To Taper, or Not to Taper, That Is the Question

To Taper, or Not to Taper, That Is the Question

Our financial system is in such a state of myopia that rather than eyeing corporate earnings and other barometers of economic health, the market is solely fixated on how much longer the Fed is going to continue with its Quantitative Easing program, or as I like to call it, “The Misallocation-of-Resources-Olympics.”

Reading from the playbook Financial Steroids for Dummies, the Fed (and the rest of the world’s central bankers, for that matter) has decided that the stock and real estate bubbles were not enough. So, it has embarked on the pièce de résistance, a debt bubble.

When you have $85 billion a month flowing into the debt markets, designed specifically to suppress interest rates, major misallocations of capital are bound to happen. The sheer size of the Fed’s monthly purchases dwarf normal allocations of capital to a point where the masses are choosing to surf the wave of the Fed’s liquidity injections, rather than focus on prudent long-term investing. What does all this mean? Essentially, the Fed is caught in a trap of its own design, where it becomes impossible for them to exit the market–because they effectively are the market.

Many participants, from pension fund managers to individual mom and pop households, are hoping they will be smart enough to know when to hop off their financial surfboard before it crashes on the rocky shores of reality. Chronic unemployment, falling earnings, declining home ownership, all mean nothing when compared with the “taper, or not to taper” decision. This vast experiment of coordinated financial juicing has replaced the conversational norm of the recent past that primarily focused on whether or not the Fed would be setting rates a few basis points higher or lower. These days, the Fed is playing chicken with the market, and games of chicken usually end badly.

As you’re reading this, high-frequency trading algorithms are scanning the headlines by the nanosecond on the lookout for any sign that tapering will begin, so they can then front-run the stampede for the exits. We got a taste of this back in early summer before the Fed had to talk the market off the ledge with its flip-flop on how quickly it would begin tapering. The Fed has painted itself into a corner, where just the mere mention of slowing the flow of financial juice can send markets cratering, creating a negative feedback loop. 

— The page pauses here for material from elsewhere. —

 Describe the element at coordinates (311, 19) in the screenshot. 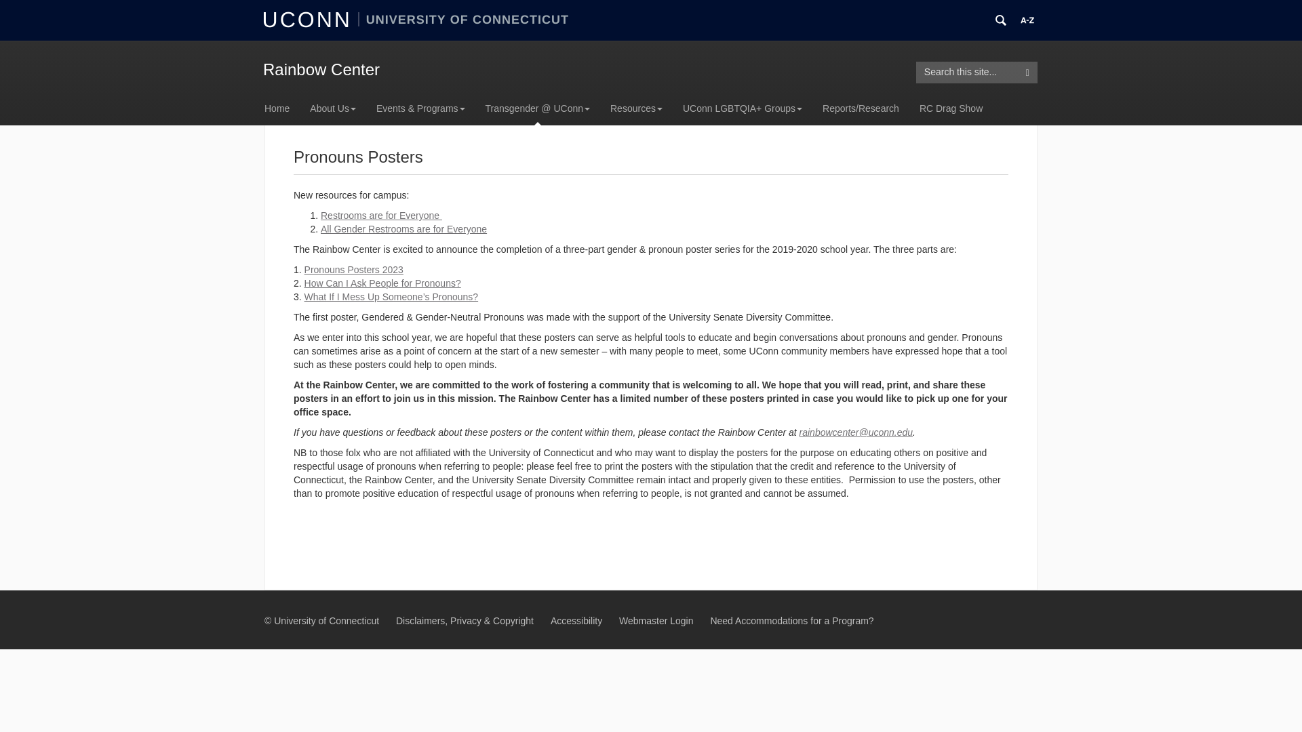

Remember, debt, in and of itself, isn’t the problem. It’s the fact that the added debts aren’t spent on actual “investments” that create efficiencies. The Fed’s hope all along was that the low rates and access to cash would create a multiplier effect throughout the economy, but in today’s environment it is barely moving the needle. Increasing amounts of the cheap money sloshing around is not being used for traditional investing, as much as it is being misallocated toward speculation. 

Earnings expectations for world GDP, as well as individual firms, have been trending down over the last half-year as many come to realize the days of rolling debts to lower and lower interest rates may now be over. Rather than focus on the reality of what rising rates could do to profit margins, the “no taper” crowd is going all-in with their equity holdings, pushing valuations ever higher. 

We have now had 27 months where the market hasn’t had a correction of even 10%. Stretched valuations have grown so high, relative to earnings, that Ray Dalio, of the largest hedge fund, Bridgewater Associates, expects stocks to average 4% per year for the next decade. Jeremy Grantham of GMO, one of the better forecasters out there, is calling for less than 4% returns per year for US equities over the next seven (personally, I am thinking 6%, with bonds being less than 2.5%). Tapering will bring headwinds to earnings–headwinds that will eventually suppress earnings. Tapering looks like it will be the lynchpin to begin any meaningful correction, but until then it’s, “Party on, Garth”.

What the Fed has done with these policies, instead of correcting fundamental structural problems in the financial system, was create asset bubbles and help widen the wealth divide between the masses. The largest benefactors have been the big banks, large investors, and large corporations that have the best access to leverage the Fed’s financial steroid program. Andrew Huszar, the man responsible for managing the Fed’s purchases of over 1.25 trillion dollars in mortgage backed securities, recently apologized to the country, stating QE is “the greatest backdoor Wall Street bailout of all time”. 

As for the next generation, their collective lives are now on hold. This will further retard any real growth prospects the country had, since young adults living at home under mountains of school debt are not too anxious to buy homes, get married, or start families. 

The Aztecs used to sacrifice their youth to placate their Gods. As we financially sacrifice our youth today on the alter of debt, the only ones clearly benefiting are those that can use this artificial stimulus to re-inflate their investment portfolios, as well as bail out the poor choices of their elders who refused to live within their means. Taper or not, this Depression 2.0 will probably be with us for much longer than we care to admit. The beginning of taper may very well be the beginning of the end, which is why it will probably go on much longer than the officially stated policy.